One important aspect to mention is that, unlike all other approaches to music generation that relied on cascading several models (and may suffer from error propagation), MusicGen comprises a single-stage transformer coupled with efficient token interleaving patterns. This design eliminates the need for hierarchical or upsampling models, simplifying the music generation process and enhancing a higher controllability of the generated output.

Timing-Conditioning: Controlling Output Duration

Generative audio models are trained to produce audio of a predetermined size, such as a 30-second segment in the case of MusicLM, which is quite restrictive for real-world applications. Moreover, training often requires randomly cropping longer audio files to fit the model’s specified training length, resulting, at times, in audio snippets that may start or conclude abruptly.

Stable Audio, a latent diffusion model for audio recently released by StabilityAI, tries to overcome this limitation. Developed in the lineage of the stable diffusion for images,  Stable Audio deploys a Variational Autoencoder (VAE) to convert audio into embeddings.

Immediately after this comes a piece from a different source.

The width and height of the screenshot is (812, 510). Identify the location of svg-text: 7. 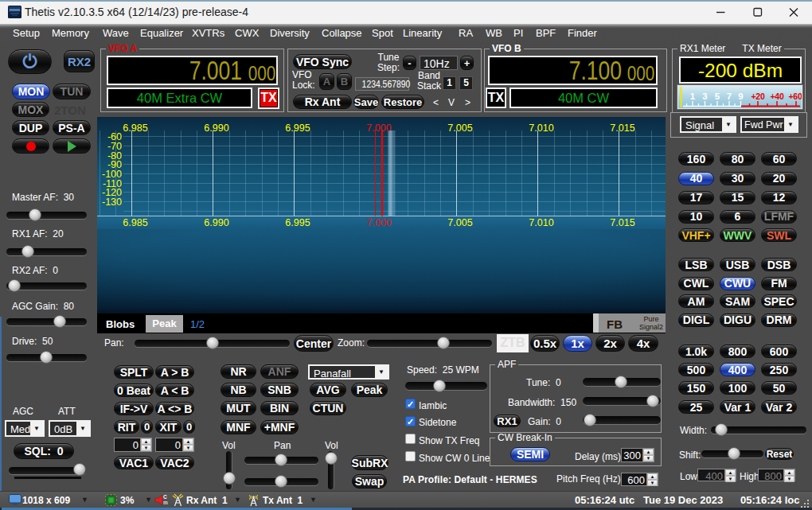
(729, 96).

The model is trained conditionally on text metadata alongside audio file duration and initiation time. With the infusion of timing-conditioning, the system can now create audio of a designated length, limited only by the track lengths seen in the training data. Here’s how timing-conditioning works:

  • During the training phase, when a segment of audio is selected, two parameters are extracted:
    • seconds_start – the start time of the chunk.
    • seconds_total – the cumulative duration of the original audio.
  • For example, for a 30-second snippet drawn from an 80-second audio track, beginning at the 0:14 mark, the seconds_start is identified as 14, while the seconds_total stands at 80.
  • These values transform into per-second discrete learned embeddings. Once processed, they are appended to the prompt tokens before entering the U-Net’s cross-attention strata.

The exact architecture is based on Moûsai, a cascading (2-stage) latent diffusion model. The training dataset of 800k diverse audio files includes music, sound effects, and solo instruments, each paired with descriptive annotations. The VAE in this model learns to create compact audio embeddings. A pre-trained CLAP transformer also generates text embeddings to represent musical characteristics like style, instrumentation, tempo, and mood.

As for any diffusion model, Stable Audio adds noise to the audio vector, which a U-Net Convolutional Neural Network learns to remove, guided by the text and timing embeddings.

Moûsai’s architecture at inference mode (source).

At inference, the model begins with an embedding dominated by noise, a user-supplied text prompt, and the output audio's desired length. The system iteratively removes noise to refine the audio embedding, which the decoder in the VAE then translates back into CD-quality audio.

Final Words

The landscape of Generative AI is evolving at a brisk pace. The advent of models like MusicLM, MusicGen, and Stable Audio symbolizes a significant leap in AI-generated audio, offering up-and-coming prospects for producers across diverse domains like music, videos, video games, and podcasts.

These models currently face challenges in creating coherent structures when generating extended audio outputs and in maintaining the clarity and detail of individual sound elements. Additionally, there are considerable limitations in effectively reproducing vocal sounds. However, indications are clear that the industry is moving towards the commercial deployment of these systems. We will probably witness further exciting advancements in audio generation soon.